6:54 a.m. -- 4 mos., 23 days
If personality is indicated, at least in part, by a person's preferences, every day we witness further developments in Baby A's. To wit:
Baby A loves paper.
Yesterday, opening a letter with her in my arms, I made the mistake of handing her the empty envelope. Eyes widening, she grabbed it like a ravenous animal tearing into carrion. Within seconds, it was shredded and crumpled, with bits of it stuffed in her mouth and sodden pieces sticking to her hand. Life had offered her nothing so enrapturing in weeks.
Then I made mistake number two: I took the envelope away, every last soggy clump of it. Again Baby A's widened, this time in horror. Was I really to be the agent who deprived her of this Nirvana? I was. Her grief passed quickly through denial and landed on anger, where it lingered for at least 20 minutes, longer than I've ever seen her in any obvious "mood."
Expressed in a series of outraged shrieks, her high dudgeon was unbudgeable. She allowed me to hold her, but when I tried to further intrude into her rage she spurned me, turning her face from my coos and kisses.
In a transference little commented on by Elisabeth Kubler-Ross, her grief stages were then assumed by her father.
Bargaining had no effect. After depositing the envelope detritus in the trash, we hustled upstairs to her favorite current toy, a colored set of plastic keys: No solace there. We stepped into her favorite current device, a doorway jumper, where, lightly supervised, she often happily bounces for a quarter-hour: Not this time. The shrieks continued.
I moved into depression, and we moved over to our bed, laden with other toys: Useless. I lay on my back and swung her in the "weeza-beeza flying" game, usually sure-fire: No dice.
Not until I'd landed at acceptance ("The baby will cry continually for the next six hours, until M returns and can replace my hapless ass") did we arrive at a solution. To console myself, I turned on Springsteen's new album at a louder than wonted volume. Baby A immediately quieted, intrigued, and we danced for a while until the savage breast was soothed.
Remnants of her rage lingered. She was fussy for a few hours, and the next time we passed the table where we throw the mail, she twisted in my arms to search for the Paradise Lost of her soggy envelope. But the storm had passed.
Later in the day, in a tummy-time session lull, as a reward for some vigorous push-ups I handed her a ripped-out page from a magazine. Mistake number three. She tore into it happily enough, and I was reconciled that she would add processed paper pulp to her all-breast-milk diet.
But the inevitable point had to arrive. I thought I was prepared; when I began to extract the damp clumps from her fists, I had a fresh magazine page at the ready. But the first cut is the deepest, as Rod Stewart noted, and the second page is apparently akin to a rebound relationship -- nice in its way, but a pale echo of the lost love and no true consolation. Fortunately, this incident occurred on our tummy-time carpet, and vigorous rolling proved sufficient distraction.
The upshot: my parental lesson is learned. Perhaps this is preparation for her adolescence, when she considers attaching to other unsuitable partners. At any rate, for now I will create a barrier between her and her objects of desire, and her relationship with the nation's paper products will, for the time being, remain a long-distance one. Love the toy you're with, babe.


TASK ITEM
Strip out all images, then restate the data verbatim.

*** Opening PROVIDED ENTRIES ***

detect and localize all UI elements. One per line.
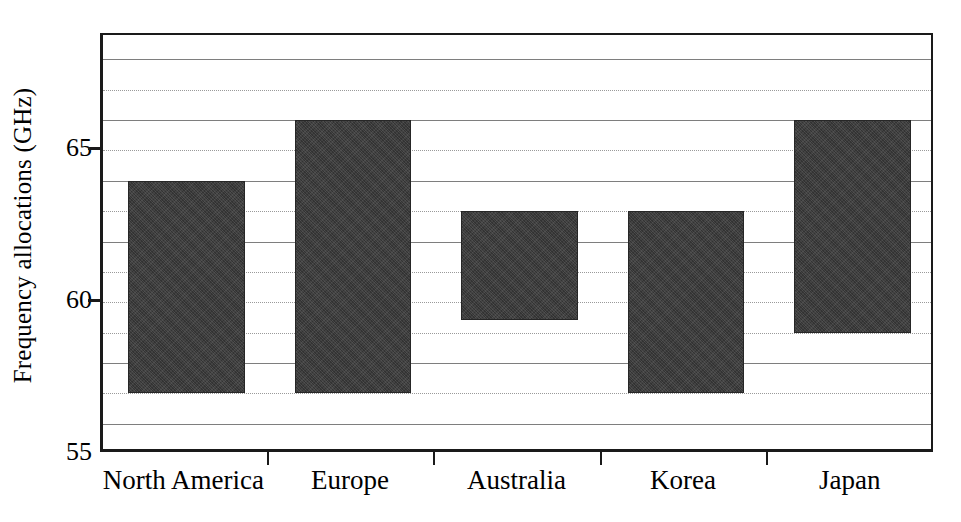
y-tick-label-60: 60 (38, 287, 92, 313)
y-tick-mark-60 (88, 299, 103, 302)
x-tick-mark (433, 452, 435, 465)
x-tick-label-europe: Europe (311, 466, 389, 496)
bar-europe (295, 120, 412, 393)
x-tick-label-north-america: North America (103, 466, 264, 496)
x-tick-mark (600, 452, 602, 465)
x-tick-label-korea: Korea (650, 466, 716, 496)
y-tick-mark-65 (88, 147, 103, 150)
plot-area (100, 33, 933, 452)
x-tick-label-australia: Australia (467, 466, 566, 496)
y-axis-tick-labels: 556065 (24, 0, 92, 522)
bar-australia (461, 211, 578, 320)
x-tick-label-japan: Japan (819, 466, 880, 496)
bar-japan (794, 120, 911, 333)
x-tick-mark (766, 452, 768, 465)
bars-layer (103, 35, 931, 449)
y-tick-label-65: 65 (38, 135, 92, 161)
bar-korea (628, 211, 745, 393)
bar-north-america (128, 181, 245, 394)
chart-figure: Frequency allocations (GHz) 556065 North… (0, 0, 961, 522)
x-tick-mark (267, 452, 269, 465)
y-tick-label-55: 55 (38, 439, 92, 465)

*** Closing PROVIDED ENTRIES ***

ANSWER BOX
detect and localize all UI elements. One per line.
y-tick-label-60: 60 (38, 287, 92, 313)
y-tick-mark-60 (88, 299, 103, 302)
x-tick-mark (433, 452, 435, 465)
x-tick-label-europe: Europe (311, 466, 389, 496)
bar-europe (295, 120, 412, 393)
x-tick-label-north-america: North America (103, 466, 264, 496)
x-tick-mark (600, 452, 602, 465)
x-tick-label-korea: Korea (650, 466, 716, 496)
y-tick-mark-65 (88, 147, 103, 150)
plot-area (100, 33, 933, 452)
x-tick-label-australia: Australia (467, 466, 566, 496)
y-axis-tick-labels: 556065 (24, 0, 92, 522)
bar-australia (461, 211, 578, 320)
x-tick-label-japan: Japan (819, 466, 880, 496)
bar-japan (794, 120, 911, 333)
x-tick-mark (766, 452, 768, 465)
bars-layer (103, 35, 931, 449)
y-tick-label-65: 65 (38, 135, 92, 161)
bar-korea (628, 211, 745, 393)
bar-north-america (128, 181, 245, 394)
chart-figure: Frequency allocations (GHz) 556065 North… (0, 0, 961, 522)
x-tick-mark (267, 452, 269, 465)
y-tick-label-55: 55 (38, 439, 92, 465)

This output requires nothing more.